Juan Delgado

Two day tasks

23 Jul 2018

A few days ago this twit showed up in my timeline:

Can we just dump story points? It’s not that hard: Narrow the top stories in your backlog to things you can do in a day or two. Pick the 7 most valuable. That’s your Sprint. Work on the most valuable thing first. Put unfinished stories back on the backlog. #NoStoryPoints

It resonated with me because I’ve been thinking along those lines for some time now. In the first and only (so far!) talk I did about Design Ahead at IxDA Madrid I brought up this gem:

When a client wants a 6 week job done in one week, show him this: Quality vs Time ratio is important.

That has this video embedded:

The author is 100% right that the amount of time directly impacts the level of polish / accuracy / quality of whatever you are building. But I believe that this should be used to our advantage. I have seen many teams delivering the 10 minutes version of whatever they are implementing without getting first positive feedback for the 10 seconds version.

And this is risky. And it is unnecessarily risky. The great thing about starting small and iterating is that if you were right in the first place you will get there anyway and roughly in the same amount of time. And if you were wrong you will be very happy to find out after 10 seconds and not 10 minutes.

A warning though: I believe that evolving products in small chunks is harder, both from design and tech perspectives. Maybe not harder, but most teams are not used to it.

First, 2 days worth of work is very, very little when you take into account meetings, emails, lunches, distractions, planning the work, testing, etc.

Then, because the time to implement is so little, the team has to adjust the baseline of the craft to the time available. This is definitely not easy. For the first version you might have to ditch client side unit tests. You will have to fight the instinct to add bells and whistles. You might not have a CI server in place for weeks. You will have to fight very hard to stay out of all sorts of rabbit holes and imaginary problems. You will be constantly refactoring the product and the codebase. You will get the feeling that you are going over and over the same things. You will have to explain first to your stakeholders and users why things are barely cobbled together (early versions when you are just getting things out of the door) and then why things don’t seem to progress as fast as before (final versions when you do the things that you put aside before getting positive feedback).

None of these things are easy, but they are necessary if you want to iterate a product in small and safe chunks.

And is there a scenario where you don’t want or need to do that? I’d say that if you know exactly what you are delivering you might be OK taking bigger risks and implement 10 minute versions of your features from the get go.

But if you don’t have a good understanding of the problem space, or the tech stack, or the team, or the client, or the product… If you have a big ball of uncertainty for backlog you definitely want to iterate a product in small chunks so you are never afraid of throwing away a 10 seconds version of a feature that turned out not to work as expected.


- Work task -
Please write the listing below out again exactly, leaving every picture behind.

- Data for analysis -
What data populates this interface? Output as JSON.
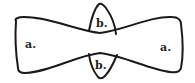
{
  "diagram": {
    "regions": [
      {
        "id": "left-lobe",
        "label": "a."
      },
      {
        "id": "right-lobe",
        "label": "a."
      },
      {
        "id": "top-waist-lobe",
        "label": "b."
      },
      {
        "id": "bottom-waist-lobe",
        "label": "b."
      }
    ],
    "colors": {
      "stroke": "#1a1a1a",
      "background": "#ffffff",
      "text": "#222222"
    }
  }
}
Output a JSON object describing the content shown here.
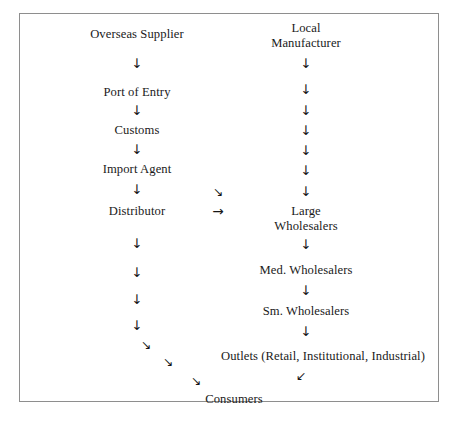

- Response to this exercise -
What data populates this interface? Output as JSON.
{
  "diagram": {
    "regions": [
      {
        "id": "left-lobe",
        "label": "a."
      },
      {
        "id": "right-lobe",
        "label": "a."
      },
      {
        "id": "top-waist-lobe",
        "label": "b."
      },
      {
        "id": "bottom-waist-lobe",
        "label": "b."
      }
    ],
    "colors": {
      "stroke": "#1a1a1a",
      "background": "#ffffff",
      "text": "#222222"
    }
  }
}
Output a JSON object describing the content shown here.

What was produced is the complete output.